To the editor:
As with Taylor Run, area residents oppose the City of Alexandria’s stream restoration plans for Strawberry Run using the natural channel design. The city already used this same methodology for the southern part of Strawberry Run in 2010 and it failed. So why does the city insist on doing it again?
City personnel gave their governing body, City Council, the matching grant application with a city manager memorandum attached, stating that the city had notified residents adjacent to Strawberry Run by letter and had also met with them in 2018 in support of the Natural Channel Design that uses the BANCS model to help design the plan.
Then the application was sent to the State of Virginia for the grant without the memo, and the city stated on the application that adjacent residents were notified, but none had responded. So, which was it? They can’t have it both ways. Actually, neither was correct.
The city has still refused to provide study assessments required by the Chesapeake Bay’s scientific experts panel if the BANCS model is used for the natural design methodology to see if it is appropriate for Strawberry Run. However, it obviously is not appropriate, since this methodology failed in 2010 and more sediment is now flowing into the Chesapeake Bay than before.
You can see huge boulders blown down stream today that were intended to stop banks from eroding and the tons of sediment put in the stream in 2010 using the BANCS model is mostly all washed away to further pollute the bay.
Additionally, we are opposed to this plan because it will destroy the tree canopy cover for natural wildlife, cause irreparable damage to ecology of the stream and will turn the forested area into a meadow of weeds.
Why is the city rushing to get approval for this project when the State of Virginia, which is co-funding the project, has given our city until mid-2022 to start the project? If the City of Alexandria government is truly “for the people, by the people,” then work with constituents to investigate why the failure happened in 2010, and then determine less destructive alternatives that will actually work.
Please, City of Alexandria, use science over politics.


=== WHAT YOU SHOULD DO ===
For this exercise, copy the data exactly and omit any images.

=== INFORMATION GIVEN ===
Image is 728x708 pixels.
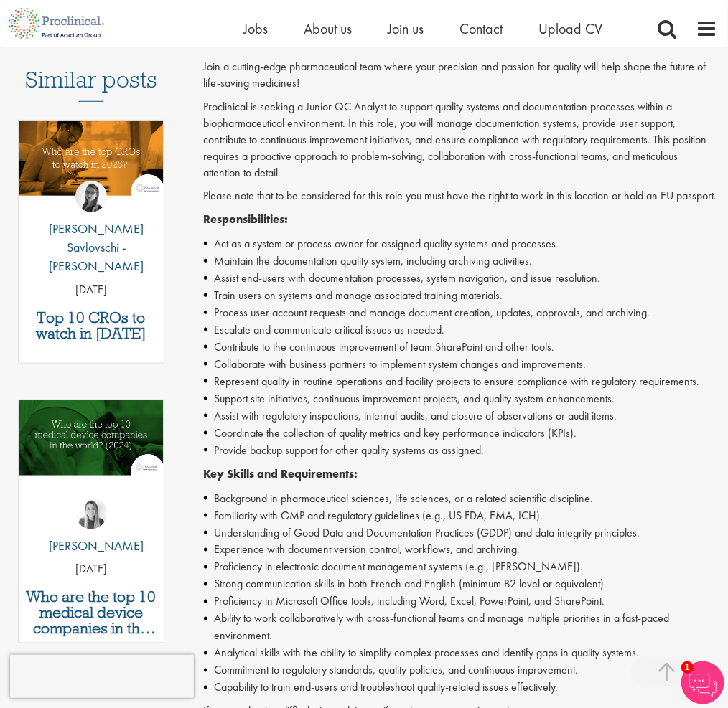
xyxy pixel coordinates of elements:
[204,663,718,680] li: Commitment to regulatory standards, quality policies, and continuous improvement.
[204,373,718,391] li: Represent quality in routine operations and facility projects to ensure compliance with regulator...
[460,19,503,38] a: Contact
[76,181,107,213] img: Theodora Savlovschi - Wicks
[19,181,164,282] a: Theodora Savlovschi - Wicks [PERSON_NAME] Savlovschi - [PERSON_NAME]
[25,67,158,101] h3: Similar posts
[204,466,358,481] strong: Key Skills and Requirements:
[19,562,164,578] p: [DATE]
[204,507,718,525] li: Familiarity with GMP and regulatory guidelines (e.g., US FDA, EMA, ICH).
[26,310,157,342] a: Top 10 CROs to watch in [DATE]
[204,212,288,227] strong: Responsibilities:
[204,594,718,611] li: Proficiency in Microsoft Office tools, including Word, Excel, PowerPoint, and SharePoint.
[19,400,164,528] a: Link to a post
[204,645,718,663] li: Analytical skills with the ability to simplify complex processes and identify gaps in quality sys...
[539,19,602,38] a: Upload CV
[204,611,718,645] li: Ability to work collaboratively with cross-functional teams and manage multiple priorities in a f...
[204,188,718,205] p: Please note that to be considered for this role you must have the right to work in this location ...
[204,58,718,92] p: Join a cutting-edge pharmaceutical team where your precision and passion for quality will help sh...
[204,680,718,697] li: Capability to train end-users and troubleshoot quality-related issues effectively.
[204,356,718,373] li: Collaborate with business partners to implement system changes and improvements.
[19,400,164,476] img: Top 10 Medical Device Companies 2024
[204,270,718,287] li: Assist end-users with documentation processes, system navigation, and issue resolution.
[388,19,423,38] a: Join us
[19,219,164,274] p: [PERSON_NAME] Savlovschi - [PERSON_NAME]
[204,287,718,304] li: Train users on systems and manage associated training materials.
[204,391,718,408] li: Support site initiatives, continuous improvement projects, and quality system enhancements.
[19,120,164,196] img: Top 10 CROs 2025 | Proclinical
[26,589,157,637] a: Who are the top 10 medical device companies in the world in [DATE]?
[204,322,718,339] li: Escalate and communicate critical issues as needed.
[10,655,194,698] iframe: reCAPTCHA
[682,662,694,674] span: 1
[204,490,718,507] li: Background in pharmaceutical sciences, life sciences, or a related scientific discipline.
[204,235,718,253] li: Act as a system or process owner for assigned quality systems and processes.
[204,542,718,559] li: Experience with document version control, workflows, and archiving.
[682,662,725,705] img: Chatbot
[204,525,718,542] li: Understanding of Good Data and Documentation Practices (GDDP) and data integrity principles.
[76,498,107,529] img: Hannah Burke
[19,282,164,299] p: [DATE]
[38,537,144,555] p: [PERSON_NAME]
[204,425,718,442] li: Coordinate the collection of quality metrics and key performance indicators (KPIs).
[204,408,718,425] li: Assist with regulatory inspections, internal audits, and closure of observations or audit items.
[38,498,144,563] a: Hannah Burke [PERSON_NAME]
[204,304,718,322] li: Process user account requests and manage document creation, updates, approvals, and archiving.
[204,339,718,356] li: Contribute to the continuous improvement of team SharePoint and other tools.
[244,19,268,38] a: Jobs
[19,120,164,248] a: Link to a post
[204,442,718,460] li: Provide backup support for other quality systems as assigned.
[204,559,718,576] li: Proficiency in electronic document management systems (e.g., [PERSON_NAME]).
[204,253,718,270] li: Maintain the documentation quality system, including archiving activities.
[304,19,352,38] a: About us
[204,99,718,181] p: Proclinical is seeking a Junior QC Analyst to support quality systems and documentation processes...
[204,576,718,594] li: Strong communication skills in both French and English (minimum B2 level or equivalent).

=== TASK OUTPUT ===
Image is 728x708 pixels.
xyxy pixel coordinates of elements:
[204,663,718,680] li: Commitment to regulatory standards, quality policies, and continuous improvement.
[204,373,718,391] li: Represent quality in routine operations and facility projects to ensure compliance with regulator...
[460,19,503,38] a: Contact
[76,181,107,213] img: Theodora Savlovschi - Wicks
[19,181,164,282] a: Theodora Savlovschi - Wicks [PERSON_NAME] Savlovschi - [PERSON_NAME]
[25,67,158,101] h3: Similar posts
[204,466,358,481] strong: Key Skills and Requirements:
[19,562,164,578] p: [DATE]
[204,507,718,525] li: Familiarity with GMP and regulatory guidelines (e.g., US FDA, EMA, ICH).
[26,310,157,342] a: Top 10 CROs to watch in [DATE]
[204,212,288,227] strong: Responsibilities:
[204,594,718,611] li: Proficiency in Microsoft Office tools, including Word, Excel, PowerPoint, and SharePoint.
[19,400,164,528] a: Link to a post
[204,645,718,663] li: Analytical skills with the ability to simplify complex processes and identify gaps in quality sys...
[539,19,602,38] a: Upload CV
[204,611,718,645] li: Ability to work collaboratively with cross-functional teams and manage multiple priorities in a f...
[204,188,718,205] p: Please note that to be considered for this role you must have the right to work in this location ...
[204,58,718,92] p: Join a cutting-edge pharmaceutical team where your precision and passion for quality will help sh...
[204,680,718,697] li: Capability to train end-users and troubleshoot quality-related issues effectively.
[204,356,718,373] li: Collaborate with business partners to implement system changes and improvements.
[19,400,164,476] img: Top 10 Medical Device Companies 2024
[204,270,718,287] li: Assist end-users with documentation processes, system navigation, and issue resolution.
[388,19,423,38] a: Join us
[19,219,164,274] p: [PERSON_NAME] Savlovschi - [PERSON_NAME]
[204,287,718,304] li: Train users on systems and manage associated training materials.
[204,391,718,408] li: Support site initiatives, continuous improvement projects, and quality system enhancements.
[19,120,164,196] img: Top 10 CROs 2025 | Proclinical
[26,589,157,637] a: Who are the top 10 medical device companies in the world in [DATE]?
[204,322,718,339] li: Escalate and communicate critical issues as needed.
[10,655,194,698] iframe: reCAPTCHA
[682,662,694,674] span: 1
[204,490,718,507] li: Background in pharmaceutical sciences, life sciences, or a related scientific discipline.
[204,235,718,253] li: Act as a system or process owner for assigned quality systems and processes.
[204,542,718,559] li: Experience with document version control, workflows, and archiving.
[682,662,725,705] img: Chatbot
[204,525,718,542] li: Understanding of Good Data and Documentation Practices (GDDP) and data integrity principles.
[76,498,107,529] img: Hannah Burke
[19,282,164,299] p: [DATE]
[38,537,144,555] p: [PERSON_NAME]
[204,425,718,442] li: Coordinate the collection of quality metrics and key performance indicators (KPIs).
[204,408,718,425] li: Assist with regulatory inspections, internal audits, and closure of observations or audit items.
[38,498,144,563] a: Hannah Burke [PERSON_NAME]
[204,304,718,322] li: Process user account requests and manage document creation, updates, approvals, and archiving.
[204,339,718,356] li: Contribute to the continuous improvement of team SharePoint and other tools.
[244,19,268,38] a: Jobs
[19,120,164,248] a: Link to a post
[204,442,718,460] li: Provide backup support for other quality systems as assigned.
[204,559,718,576] li: Proficiency in electronic document management systems (e.g., [PERSON_NAME]).
[204,253,718,270] li: Maintain the documentation quality system, including archiving activities.
[304,19,352,38] a: About us
[204,99,718,181] p: Proclinical is seeking a Junior QC Analyst to support quality systems and documentation processes...
[204,576,718,594] li: Strong communication skills in both French and English (minimum B2 level or equivalent).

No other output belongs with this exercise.